Sunday, February 11, 2007

Maelstrom by McCaffrey and Scarborough

Maelstrom (Book Two of The Twins of Petaybee) by Anne McCaffrey and Elizabeth Ann Scarborough. New York: Del Rey, 2006. ISBN: 978-0-345-47004-1

This is but the latest in McCaffrey and Scarborough's series of ecological science fiction novels set on the planet of Petaybee, a literal Gaia, which is to say, a sentient planet. The planet itself is not only capable of communicating directly with its inhabitants, it also molds the surface to support and sustain them.

The original humans living there are an unlikely mixture of Eskimo and Irish cultures, and the basic climate is fairly Arctic in nature. Now an abandoned group of native Hawaiians (or are they South Sea Islanders?) is invited to come to Petaybee, together with the Honus, their totemic animals, the magnificent sea turtles.

Only, when the Petaybeean emissaries reach the desolate and inhospitable planet where the sea people are desperately clinging to life, they find a second group of islanders with an altogether different totemic animal, namely a group of fiercely predatory and very hungry sharks!

What will Petaybee's reaction be to unleashing these creatures among its denizens? This is only one of the numerous troubles, trials and tribulations that get thrown at our favorite Petaybeean protagonists, the shape-changing Murel and Ronan, the so-called Twins of Petaybee, after whom this second set of Petaybeean novels is named. Catastrophic events just keep piling on, one after the other, and not many of them have been resolved by the time we get to the end of the book. Several more sequels seem inevitable, which will be good news for die hard fans of the series.

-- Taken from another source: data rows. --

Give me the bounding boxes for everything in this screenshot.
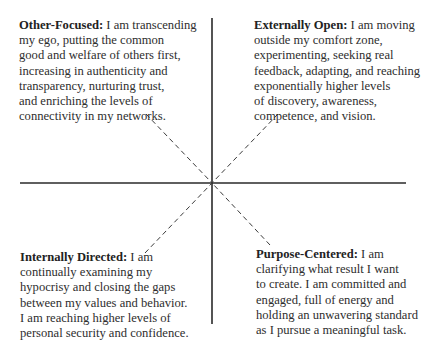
quadrant-text: increasing in authenticity and (19, 64, 197, 79)
quadrant-title: Externally Open: (254, 18, 347, 32)
quadrant-line: Purpose-Centered: I am (256, 247, 418, 262)
quadrant-text: holding an unwavering standard (256, 308, 418, 323)
quadrant-text: and enriching the levels of (19, 94, 197, 109)
quadrant-text: clarifying what result I want (256, 262, 418, 277)
quadrant-text: exponentially higher levels (254, 79, 420, 94)
quadrant-line: Internally Directed: I am (20, 250, 189, 265)
quadrant-text: hypocrisy and closing the gaps (20, 280, 189, 295)
quadrant-text: experimenting, seeking real (254, 48, 420, 63)
connector-sw (145, 183, 212, 253)
quadrant-title: Other-Focused: (19, 18, 103, 32)
quadrant-line: Externally Open: I am moving (254, 18, 420, 33)
quadrant-other-focused: Other-Focused: I am transcending my ego,… (19, 18, 197, 124)
connector-se (212, 183, 270, 245)
quadrant-text: I am moving (347, 18, 415, 32)
quadrant-text: feedback, adapting, and reaching (254, 64, 420, 79)
quadrant-text: my ego, putting the common (19, 33, 197, 48)
quadrant-text: as I pursue a meaningful task. (256, 323, 418, 338)
quadrant-text: outside my comfort zone, (254, 33, 420, 48)
quadrant-text: continually examining my (20, 265, 189, 280)
quadrant-text: engaged, full of energy and (256, 293, 418, 308)
quadrant-title: Internally Directed: (20, 250, 127, 264)
quadrant-text: I am (358, 247, 384, 261)
quadrant-text: of discovery, awareness, (254, 94, 420, 109)
quadrant-internally-directed: Internally Directed: I am continually ex… (20, 250, 189, 341)
quadrant-text: between my values and behavior. (20, 296, 189, 311)
quadrant-text: connectivity in my networks. (19, 109, 197, 124)
quadrant-text: personal security and confidence. (20, 326, 189, 341)
quadrant-purpose-centered: Purpose-Centered: I am clarifying what r… (256, 247, 418, 338)
quadrant-text: I am (127, 250, 153, 264)
quadrant-title: Purpose-Centered: (256, 247, 358, 261)
quadrant-text: to create. I am committed and (256, 277, 418, 292)
quadrant-text: I am reaching higher levels of (20, 311, 189, 326)
quadrant-text: competence, and vision. (254, 109, 420, 124)
quadrant-externally-open: Externally Open: I am moving outside my … (254, 18, 420, 124)
quadrant-line: Other-Focused: I am transcending (19, 18, 197, 33)
quadrant-text: I am transcending (103, 18, 196, 32)
quadrant-text: transparency, nurturing trust, (19, 79, 197, 94)
quadrant-text: good and welfare of others first, (19, 48, 197, 63)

Although the series as a whole tends more than a wee bit towards the overly sentimental and even saccharine at times, especially with all of the animals able to talk to each other, and to at least some of the humans, the basic premise is nevertheless an intriguing one, and the action pretty much nonstop. The ecological premises on which the stories are based provide another positive reason for praising them. The series will be enjoyed by both young adult and older adult readers alike. Definitely recommended. Don't start with this volume though; if you're new to the series, you should begin at the beginning and work your way through the books in sequence.